Anyone interested in creating a message for mass consumption knows there are a lot more channel options available today, and that audiences, more or less, expect you be on all of them.
For people in both broadcasting and marketing, having to reach people on multiple channels is a complication – an expensive, disruptive headache – they didn’t have 10 years ago. While most now concede the new reality, and some have made good use of the expanded media landscape, very few have grasped its real potential.
Those that have succeeded at leveraging their message effectively and efficiently across multiple channels, or created truly integrated campaigns, have done so through solid planning.
Planning isn’t complicated. It’s the work that eliminates complication. But as with so much in life, a little effort at the beginning leads to good things in the end. In the case of cross-media planning you will not only save time and money, but you’ll create a better, more effective product.
Here are some things to consider when planning a cross-media production or campaign.
Start with your story (not tactics).
It’s easy to talk tactics. If the first idea tossed out in a brainstorming session is, “I know, an interactive game!” run. You can’t talk about games, or websites, or TV spots, or any other tactic without first knowing what it is you want to say and achieve. So start by getting your story straight. Once you have it down you’ll be amazed at how easily the ideas flow – for all tactics. You may also discover that your idea doesn’t require tactics you initially thought necessary.
Go to your audience.
Research will tell you where your audience is and what they’re doing. With this knowledge you can focus the development of your story on the places your audience consumes and engages with media. If 100% of your audience does nothing but listen to radio, you don’t have to make a podcast. Then again, by creating a podcast you leverage content already produced and expose your story to a new group of listeners.
For many people how and where they access content is a matter of convenience. They want the same content but the choice of how it’s delivered. If they are at home they’ll watch TV, if they’re at work they’ll use a computer, or if they’re on the bus they’ll use their mobile device.
Look at news organizations for good examples of how to deliver the same story many different ways. After a slow start they have truly embraced the idea of cross-media delivery. There adoption was in part due to large audience demand for anywhere, anytime access to their content but many lessons can be learned from studying their creative and production processes. Consider where your story makes the biggest impression and how would you tell it on each different channel.
Move your audience.
Think about how you want to move your audience through tactics and what you want them to do or take away. Creating media for multiple channels allows you to extend your story, connect with audiences longer and more deeply, and direct them towards some action that is mutually beneficial.
This strategy has been pretty widely adopted in marketing for a long time. Everywhere print ads point to websites, and TV ads urge us to “call now”, but that’s usually where it ends.
Great ad campaigns like Doritos White Bag (2009) get different segments of their audience moving across channels and participating with their brand seamlessly.
Likewise, the Lost franchise created The Lost Experience (2006), an elaborate Alternate Reality Game that lets their fans engage directly in the story and that makes use of e-mail messages, phone calls, commercials, billboards and fake Web sites that are made to seem real.
Break down the silos.
Cross-media planning may require a shift in thinking for many who see of their work in terms of a media type. There’s no more, “I am in TV”, or “I do radio”, or “I do direct marketing”. Instead, teams have to focus on the story, determine how it can best be told on each channel, and how each channel is going to work together. Once the planning is in place they can concentrate on producing the tactic in their area of expertise.
Plan production around assets (not tactics).
A common refrain in advertising is, “we just shot a beautiful (and expensive) TV spot, now what are we going to do online?” Account execs scamper down to the web team who hobble together a concept based on 60 seconds of video. A lame animated web banner usually emerges a few days later.
It could have been an interactive video banner but the media buy had already been made. It could have been a branded microsite that extended the TV-spot from 60 seconds to 6 minutes if a photographer had been sent along and an additional 3 minutes of video been shot. But these things require foresight and planning.
Defining what each tactic is and does before production lets you make smarter media buys. More importantly, it allows you to plan production around assets – the design, writing, photography, audio, video – you need for each tactic. Knowing exactly what you need to produce for all tactics, which assets can be re-purposed, and how assets will be adapted for each channel creates efficiencies that can dramatically reduce workflow.
The primary benefit, however, will be a more cohesive product. It doesn’t matter if you are a marketer trying to raise awareness or a producer trying to tell a story, cross-media planning will save you time and money, and make your audiences happier.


## What to work on:
From the listing below, return every line with the string "output" in it.

>>>>>

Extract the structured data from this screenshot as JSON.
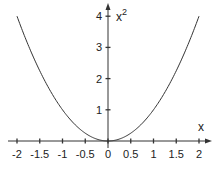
{
  "chart_data": {
    "type": "line",
    "title": "",
    "function": "x^2",
    "xlabel": "x",
    "ylabel": "x²",
    "xlim": [
      -2,
      2
    ],
    "ylim": [
      0,
      4
    ],
    "grid": false,
    "legend": null,
    "x_ticks": [
      -2,
      -1.5,
      -1,
      -0.5,
      0,
      0.5,
      1,
      1.5,
      2
    ],
    "x_tick_labels": [
      "-2",
      "-1.5",
      "-1",
      "-0.5",
      "0",
      "0.5",
      "1",
      "1.5",
      "2"
    ],
    "y_ticks": [
      1,
      2,
      3,
      4
    ],
    "y_tick_labels": [
      "1",
      "2",
      "3",
      "4"
    ],
    "series": [
      {
        "name": "x^2",
        "x": [
          -2,
          -1.5,
          -1,
          -0.5,
          0,
          0.5,
          1,
          1.5,
          2
        ],
        "y": [
          4,
          2.25,
          1,
          0.25,
          0,
          0.25,
          1,
          2.25,
          4
        ]
      }
    ]
  },
  "labels": {
    "x_axis": "x",
    "y_axis_base": "x",
    "y_axis_exp": "2"
  },
  "colors": {
    "axis": "#333333",
    "curve": "#333333"
  }
}
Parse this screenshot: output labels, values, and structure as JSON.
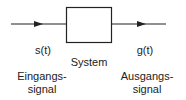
{
  "diagram": {
    "system_label": "System",
    "input": {
      "signal": "s(t)",
      "caption_line1": "Eingangs-",
      "caption_line2": "signal"
    },
    "output": {
      "signal": "g(t)",
      "caption_line1": "Ausgangs-",
      "caption_line2": "signal"
    },
    "colors": {
      "stroke": "#222222",
      "background": "#ffffff"
    }
  }
}
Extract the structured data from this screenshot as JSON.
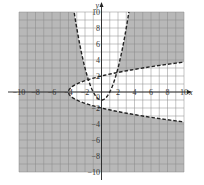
{
  "chart_data": {
    "type": "line",
    "title": "",
    "xlabel": "x",
    "ylabel": "y",
    "xlim": [
      -10,
      10
    ],
    "ylim": [
      -10,
      10
    ],
    "grid": true,
    "grid_step": 1,
    "x_ticks": [
      -10,
      -8,
      -6,
      -4,
      -2,
      2,
      4,
      6,
      8,
      10
    ],
    "x_tick_labels": [
      "−10",
      "−8",
      "−6",
      "−4",
      "−2",
      "2",
      "4",
      "6",
      "8",
      "10"
    ],
    "y_ticks": [
      10,
      8,
      6,
      4,
      2,
      -2,
      -4,
      -6,
      -8,
      -10
    ],
    "y_tick_labels": [
      "10",
      "8",
      "6",
      "4",
      "2",
      "−2",
      "−4",
      "−6",
      "−8",
      "−10"
    ],
    "origin_label": "0",
    "series": [
      {
        "name": "upward parabola",
        "equation": "y = x^2 - 1",
        "style": "dashed",
        "vertex": [
          0,
          -1
        ],
        "points": [
          [
            -3.32,
            10
          ],
          [
            -3,
            8
          ],
          [
            -2,
            3
          ],
          [
            -1,
            0
          ],
          [
            0,
            -1
          ],
          [
            1,
            0
          ],
          [
            2,
            3
          ],
          [
            3,
            8
          ],
          [
            3.32,
            10
          ]
        ]
      },
      {
        "name": "sideways parabola",
        "equation": "x = y^2 - 4",
        "style": "dashed",
        "vertex": [
          -4,
          0
        ],
        "points": [
          [
            10,
            3.74
          ],
          [
            5,
            3
          ],
          [
            0,
            2
          ],
          [
            -3,
            1
          ],
          [
            -4,
            0
          ],
          [
            -3,
            -1
          ],
          [
            0,
            -2
          ],
          [
            5,
            -3
          ],
          [
            10,
            -3.74
          ]
        ]
      }
    ],
    "shading": {
      "shaded_color": "#b8b8b8",
      "unshaded_color": "#ffffff",
      "unshaded_regions": [
        "inside upward parabola (y > x^2 - 1)",
        "inside sideways parabola (x > y^2 - 4)"
      ],
      "shaded_region": "outside both parabolas"
    },
    "colors": {
      "curve": "#222222",
      "grid": "#888888",
      "axis": "#222222"
    }
  }
}
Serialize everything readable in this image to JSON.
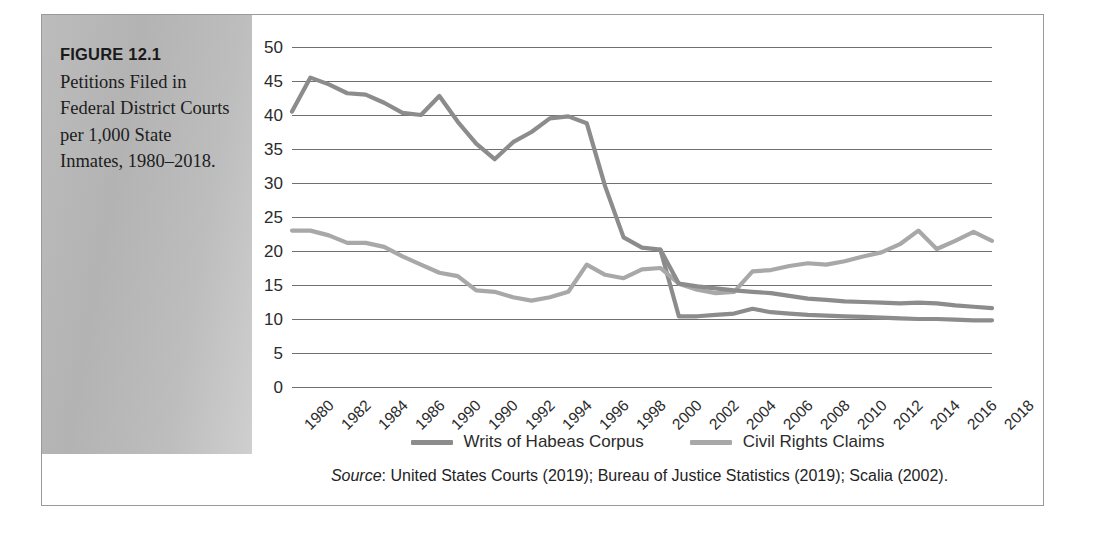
{
  "figure": {
    "number": "FIGURE 12.1",
    "caption": "Petitions Filed in Federal District Courts per 1,000 State Inmates, 1980–2018."
  },
  "source": {
    "label": "Source",
    "text": ": United States Courts (2019); Bureau of Justice Statistics (2019); Scalia (2002)."
  },
  "colors": {
    "habeas": "#8c8c8c",
    "civil_rights": "#a8a8a8",
    "gridline": "#6f6f6f",
    "panel_gray": "#b8b8b8",
    "frame": "#9a9a9a",
    "text": "#2b2b2b"
  },
  "chart_data": {
    "type": "line",
    "xlabel": "",
    "ylabel": "",
    "ylim": [
      0,
      50
    ],
    "ytick_step": 5,
    "yticks": [
      50,
      45,
      40,
      35,
      30,
      25,
      20,
      15,
      10,
      5,
      0
    ],
    "grid": true,
    "legend_position": "bottom",
    "x": [
      1980,
      1981,
      1982,
      1983,
      1984,
      1985,
      1986,
      1987,
      1988,
      1989,
      1990,
      1991,
      1992,
      1993,
      1994,
      1995,
      1996,
      1997,
      1998,
      1999,
      2000,
      2001,
      2002,
      2003,
      2004,
      2005,
      2006,
      2007,
      2008,
      2009,
      2010,
      2011,
      2012,
      2013,
      2014,
      2015,
      2016,
      2017,
      2018
    ],
    "xtick_labels": [
      "1980",
      "1982",
      "1984",
      "1986",
      "1990",
      "1990",
      "1992",
      "1994",
      "1996",
      "1998",
      "2000",
      "2002",
      "2004",
      "2006",
      "2008",
      "2010",
      "2012",
      "2014",
      "2016",
      "2018"
    ],
    "xtick_values": [
      1980,
      1982,
      1984,
      1986,
      1988,
      1990,
      1992,
      1994,
      1996,
      1998,
      2000,
      2002,
      2004,
      2006,
      2008,
      2010,
      2012,
      2014,
      2016,
      2018
    ],
    "series": [
      {
        "name": "Writs of Habeas Corpus",
        "color": "#8c8c8c",
        "values": [
          40.5,
          45.5,
          44.5,
          43.2,
          43.0,
          41.8,
          40.3,
          40.0,
          42.8,
          39.0,
          35.8,
          33.5,
          36.0,
          37.5,
          39.5,
          39.8,
          38.8,
          29.5,
          22.0,
          20.5,
          20.2,
          10.4,
          10.4,
          10.6,
          10.8,
          11.5,
          11.0,
          10.8,
          10.6,
          10.5,
          10.4,
          10.3,
          10.2,
          10.1,
          10.0,
          10.0,
          9.9,
          9.8,
          9.8
        ]
      },
      {
        "name": "Civil Rights Claims",
        "color": "#a8a8a8",
        "values": [
          23.0,
          23.0,
          22.3,
          21.2,
          21.2,
          20.6,
          19.2,
          18.0,
          16.8,
          16.3,
          14.2,
          14.0,
          13.2,
          12.7,
          13.2,
          14.0,
          18.0,
          16.5,
          16.0,
          17.3,
          17.5,
          15.2,
          14.3,
          13.8,
          14.0,
          17.0,
          17.2,
          17.8,
          18.2,
          18.0,
          18.5,
          19.2,
          19.8,
          21.0,
          23.0,
          20.3,
          21.5,
          22.8,
          21.5
        ]
      }
    ],
    "series_alt_late": {
      "note": "post-2000 darker habeas trace",
      "values_2001_2018": [
        15.2,
        14.8,
        14.5,
        14.2,
        14.0,
        13.8,
        13.4,
        13.0,
        12.8,
        12.6,
        12.5,
        12.4,
        12.3,
        12.4,
        12.3,
        12.0,
        11.8,
        11.6
      ]
    }
  }
}
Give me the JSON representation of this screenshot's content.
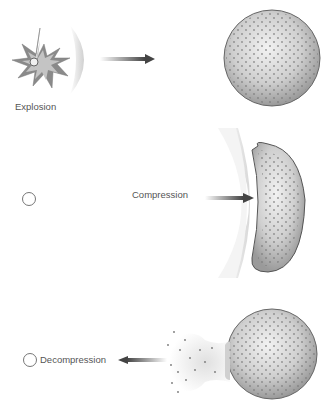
{
  "diagram": {
    "panels": [
      {
        "id": "explosion",
        "label": "Explosion"
      },
      {
        "id": "compression",
        "label": "Compression"
      },
      {
        "id": "decompression",
        "label": "Decompression"
      }
    ],
    "colors": {
      "arrow": "#555555",
      "body_fill": "#c8c8c8",
      "body_stroke": "#666666",
      "dots": "#888888",
      "star_outer": "#8a8a8a",
      "star_inner": "#bdbdbd"
    }
  }
}
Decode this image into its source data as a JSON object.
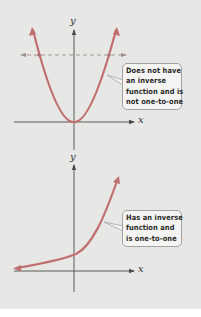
{
  "colors": {
    "background": "#e7e7e5",
    "curve": "#c16e6e",
    "axis": "#4a4a4a",
    "dashed": "#b09090",
    "callout_bg": "#f4f4f2",
    "callout_border": "#a3a3a3"
  },
  "graphs": [
    {
      "name": "parabola",
      "function": "y = x^2",
      "x_label": "x",
      "y_label": "y",
      "callout": {
        "lines": [
          "Does not have",
          "an inverse",
          "function and is",
          "not one-to-one"
        ]
      },
      "horizontal_line_test": "dashed horizontal line intersects curve twice"
    },
    {
      "name": "exponential",
      "function": "y = b^x",
      "x_label": "x",
      "y_label": "y",
      "callout": {
        "lines": [
          "Has an inverse",
          "function and",
          "is one-to-one"
        ]
      }
    }
  ]
}
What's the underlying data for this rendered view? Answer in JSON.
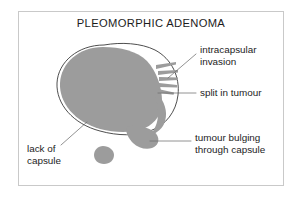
{
  "figure": {
    "title": "PLEOMORPHIC ADENOMA",
    "background_color": "#ffffff",
    "frame_color": "#c9c9c9",
    "tumour_color": "#9c9c9c",
    "capsule_color": "#3a3a3a",
    "leader_color": "#6e6e6e",
    "text_color": "#1c1c1c"
  },
  "labels": {
    "intracapsular_invasion": {
      "line1": "intracapsular",
      "line2": "invasion"
    },
    "split_in_tumour": {
      "line1": "split in tumour"
    },
    "tumour_bulging": {
      "line1": "tumour bulging",
      "line2": "through capsule"
    },
    "lack_of_capsule": {
      "line1": "lack of",
      "line2": "capsule"
    }
  },
  "anatomy": {
    "main_mass_name": "tumour-mass",
    "capsule_name": "capsule-outline",
    "invasion_fingers_name": "invasion-fingers",
    "split_sliver_name": "split-sliver",
    "bulge_name": "capsule-bulge",
    "satellite_name": "satellite-nodule"
  }
}
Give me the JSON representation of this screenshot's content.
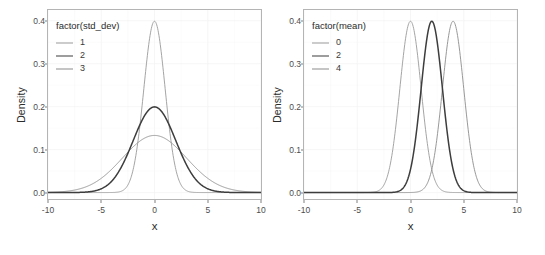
{
  "figure": {
    "panel_bg": "#ffffff",
    "panel_border": "#b4b4b4",
    "grid_color": "#f2f2f2"
  },
  "chart_data": [
    {
      "type": "line",
      "title": "",
      "subtitle": "",
      "xlabel": "x",
      "ylabel": "Density",
      "xlim": [
        -10,
        10
      ],
      "ylim": [
        -0.015,
        0.425
      ],
      "xticks": [
        -10,
        -5,
        0,
        5,
        10
      ],
      "xticklabels": [
        "-10",
        "-5",
        "0",
        "5",
        "10"
      ],
      "yticks": [
        0.0,
        0.1,
        0.2,
        0.3,
        0.4
      ],
      "yticklabels": [
        "0.0",
        "0.1",
        "0.2",
        "0.3",
        "0.4"
      ],
      "grid": true,
      "legend_title": "factor(std_dev)",
      "legend_position": "inside-top-left",
      "series": [
        {
          "name": "1",
          "label": "1",
          "color": "#9a9a9a",
          "width": 0.9,
          "distribution": "normal",
          "mean": 0,
          "std_dev": 1,
          "peak_density": 0.3989
        },
        {
          "name": "2",
          "label": "2",
          "color": "#3d3d3d",
          "width": 1.5,
          "distribution": "normal",
          "mean": 0,
          "std_dev": 2,
          "peak_density": 0.1995
        },
        {
          "name": "3",
          "label": "3",
          "color": "#8c8c8c",
          "width": 0.9,
          "distribution": "normal",
          "mean": 0,
          "std_dev": 3,
          "peak_density": 0.133
        }
      ]
    },
    {
      "type": "line",
      "title": "",
      "subtitle": "",
      "xlabel": "x",
      "ylabel": "Density",
      "xlim": [
        -10,
        10
      ],
      "ylim": [
        -0.015,
        0.425
      ],
      "xticks": [
        -10,
        -5,
        0,
        5,
        10
      ],
      "xticklabels": [
        "-10",
        "-5",
        "0",
        "5",
        "10"
      ],
      "yticks": [
        0.0,
        0.1,
        0.2,
        0.3,
        0.4
      ],
      "yticklabels": [
        "0.0",
        "0.1",
        "0.2",
        "0.3",
        "0.4"
      ],
      "grid": true,
      "legend_title": "factor(mean)",
      "legend_position": "inside-top-left",
      "series": [
        {
          "name": "0",
          "label": "0",
          "color": "#9a9a9a",
          "width": 0.9,
          "distribution": "normal",
          "mean": 0,
          "std_dev": 1,
          "peak_density": 0.3989
        },
        {
          "name": "2",
          "label": "2",
          "color": "#3d3d3d",
          "width": 1.5,
          "distribution": "normal",
          "mean": 2,
          "std_dev": 1,
          "peak_density": 0.3989
        },
        {
          "name": "4",
          "label": "4",
          "color": "#8c8c8c",
          "width": 0.9,
          "distribution": "normal",
          "mean": 4,
          "std_dev": 1,
          "peak_density": 0.3989
        }
      ]
    }
  ]
}
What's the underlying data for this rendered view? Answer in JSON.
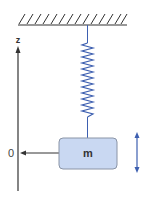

<<<<<

## Result of the exercise:
Parse this screenshot: output labels, values, and structure as JSON.
    "output": {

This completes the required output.